A Customer-Engaged Culture Requires a Vital Ingredient—Trust
For many years, I and others have written at length about strategies, programs, technologies, systems, processes, and all the things associated with CRM, customer experience, and customer engagement. All of them are important to companies. But an area to which I’ve devoted far too little time is what makes all the above sustainable and continually improving over a lengthy period—and that’s company culture. I’m not talking about what we all call customer-centric culture, but something I’m calling customer-engaged culture.
To build the kind of company that can demonstrate successful customer engagement requires a culture that would foster a relationship between company and customer characterized by trust and empathy. That’s what customers are looking for, anyway. As a customer, you want to feel comfortable with a company—best case, you’d feel the company was trustworthy and “understood” something about you. It doesn’t exaggerate, it doesn’t lie, and it doesn’t hide things. It knows enough about you to provide you with what you need to derive value from it, which is how it gets value from you—value in exchange for value.
But, keep in mind, the value a company wants is not the same as the value a customer wants. The company sees value as revenue, profitability, increased shareholder or stakeholder value, etc. Customers aren’t interested, obviously, in any of that—they themselves want to feel valued. They want to feel that a company respects them in ways that make continuing the relationship worthwhile. They want what I call “a company like me.”
ESTABLISHING WHO AND HOW
How do you go about reaching this nirvana, this exalted state of “a company like me”? First, understand who customers and your employees trust—and how they trust.
Back in 2000, Edelman, the public relations company, released the first Edelman Trust Barometer. The broad framework was simple: ask people who their most trusted sources were. Over the past 17 years, it has become the most trusted source for who is your most trusted source. The socioeconomic value of the report is its ability to determine the level of trust people have (or don’t have) in mainstream institutions. For example, the 2017 report found that two thirds of the countries surveyed are now “distrusters,” which means that less than 50 percent of respondents trust in the mainstream institutions of business, government, media, and NGOs to do what is right.
In the earliest incarnations, back in the 2000 to 2004 era, the Edelman Trust Barometer, in a clear fit of irony, identified industry analysts and financial advisers as trusted sources. But in 2004, a new category of trusted humans emerged—23 percent of respondents said “a person like me” was one of their most trusted sources.
WHO EXACTLY IS A PERSON LIKE ME?
“A person like me” is someone you feel has similar interests to you—perhaps similar or identical hobbies, or favorite sports teams, or business interests or language or favorite foods and beverages. Think about your own use of review sites. When you are looking for the best steak in Chicago, you are on Yelp, scanning the ratings/rankings of the restaurants in question. First you look at how many stars the restaurant has and probably, though not absolutely, eliminate the one- and maybe two-star restaurants. But then, with the three-, four-, and five-star restaurants, you’re reading reviews that say things like “the best tenderloin I ever had, but the service was slow.” Or “the service was exquisite and the tenderloin a very good cut and cooked close to my specifications.” Let’s say you see about 20 reviews that are in line with what you are looking for. Based on that, you make a decision.
But do you know what you just did? Without thinking twice about it, you trusted the reviewers. In other words, people like you with similar interests—steak. And yet the only thing you know about one reviewer is that his email handle is rabiddog@gmail.com!!
That’s “a person like me.” In 2004, 23 percent saw them as a most trusted source. By 2006 that categorical person like me was considered a credible public spokesperson, which means for the first time, we were seeing the rise of influencers—especially brand influencers. By 2016, the number of people who felt that a person like me was a trusted source was 82 percent, and by 2017, peers were identified as very or extremely credible spokespersons by 60 percent of respondents, tied for first place with academic or technical experts. Peer trust has become a force to be reckoned with.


## [WORK INSTRUCTIONS]
If a line in the data has the string "noticeable", please show it.

Entries from a visual dataset
● ● ● ●

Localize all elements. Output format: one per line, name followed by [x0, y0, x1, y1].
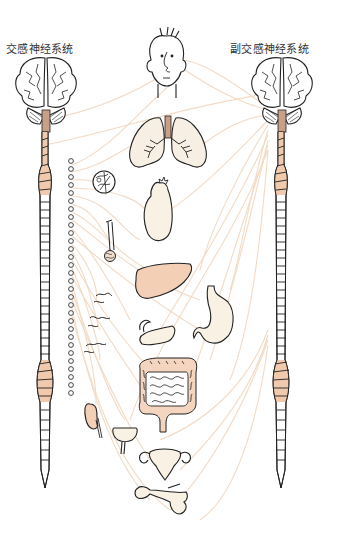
lungs-icon: [130, 116, 207, 167]
intestines-icon: [139, 358, 196, 432]
pancreas-icon: [140, 320, 175, 344]
heart-icon: [144, 177, 172, 241]
left-spinal-cord: [37, 132, 53, 488]
uterus-icon: [140, 449, 191, 480]
left-brain-icon: [16, 58, 77, 132]
right-brain-icon: [252, 58, 313, 132]
male-genital-icon: [135, 484, 187, 514]
autonomic-nervous-system-diagram: [0, 0, 338, 550]
stomach-icon: [193, 286, 233, 343]
liver-icon: [136, 263, 192, 298]
eye-gland-icon: [93, 171, 115, 193]
right-spinal-cord: [273, 132, 289, 488]
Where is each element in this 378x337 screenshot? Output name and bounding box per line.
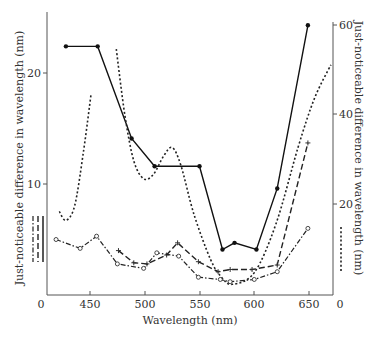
data-point-dot [254, 247, 258, 251]
y-right-tick-label-40: 40 [339, 108, 353, 121]
data-point-dot [306, 23, 310, 27]
y-left-axis-title: Just-noticeable difference in wavelength… [13, 31, 26, 287]
chart: 0 450 500 550 600 650 0 Wavelength (nm) … [0, 0, 378, 337]
data-point-dot [232, 241, 236, 245]
data-point-circle [95, 234, 99, 238]
y-right-tick-label-20: 20 [339, 198, 353, 211]
data-point-circle [196, 275, 200, 279]
data-point-circle [252, 277, 256, 281]
x-zero-right-label: 0 [337, 298, 344, 311]
x-tick-label-550: 550 [190, 298, 211, 311]
x-tick-label-600: 600 [244, 298, 265, 311]
x-tick-label-650: 650 [299, 298, 320, 311]
data-point-plus [305, 140, 310, 145]
data-point-dot [129, 136, 133, 140]
data-point-circle [115, 262, 119, 266]
series-dash-dot-line [56, 228, 308, 281]
x-zero-left-label: 0 [38, 298, 45, 311]
data-point-dot [220, 247, 224, 251]
series-dotted-segment-0 [59, 94, 91, 221]
data-point-circle [306, 226, 310, 230]
data-point-dot [275, 186, 279, 190]
data-point-dot [64, 44, 68, 48]
data-point-plus [196, 259, 201, 264]
data-point-plus [275, 263, 280, 268]
data-point-circle [275, 270, 279, 274]
y-right-tick-label-60: 60 [339, 19, 353, 32]
y-left-tick-label-10: 10 [27, 178, 41, 191]
data-point-circle [155, 251, 159, 255]
data-point-plus [131, 260, 136, 265]
data-point-circle [177, 254, 181, 258]
data-point-circle [142, 266, 146, 270]
x-tick-label-450: 450 [80, 298, 101, 311]
x-ticks [90, 291, 309, 295]
data-point-circle [228, 280, 232, 284]
y-left-tick-label-20: 20 [27, 67, 41, 80]
data-point-plus [216, 269, 221, 274]
data-point-plus [228, 267, 233, 272]
series-solid-line [66, 25, 308, 249]
data-point-circle [78, 246, 82, 250]
data-point-dot [152, 164, 156, 168]
x-tick-label-500: 500 [135, 298, 156, 311]
data-point-circle [218, 277, 222, 281]
data-point-dot [95, 44, 99, 48]
left-legend-keys [33, 216, 43, 262]
data-point-circle [54, 238, 58, 242]
series-layer [54, 23, 331, 284]
y-right-axis-title: Just-noticeable difference in wavelength… [352, 20, 365, 276]
series-dashed-line [119, 143, 308, 272]
data-point-dot [197, 164, 201, 168]
data-point-plus [250, 267, 255, 272]
x-axis-title: Wavelength (nm) [143, 314, 238, 327]
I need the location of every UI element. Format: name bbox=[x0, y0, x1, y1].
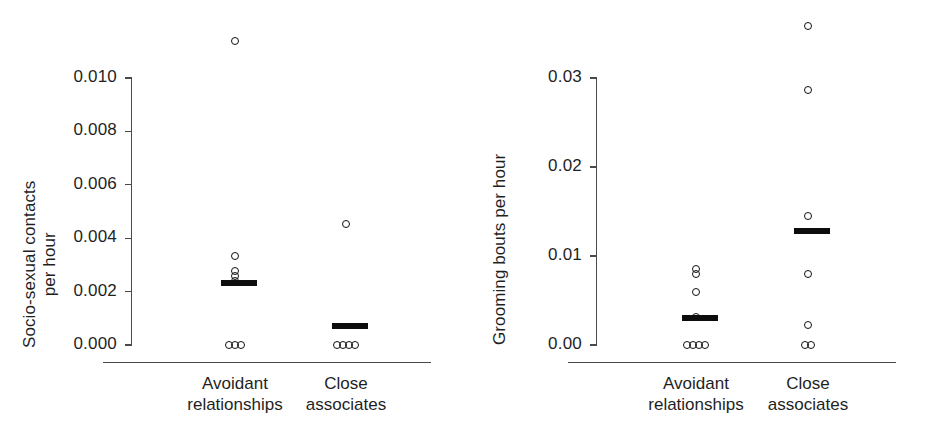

● ● ● ●

## [RESPONSE FOR THIS EXERCISE]
y-left-axis-title: Just-noticeable difference in wavelength… [13, 31, 26, 287]
y-right-axis-title: Just-noticeable difference in wavelength… [352, 20, 365, 276]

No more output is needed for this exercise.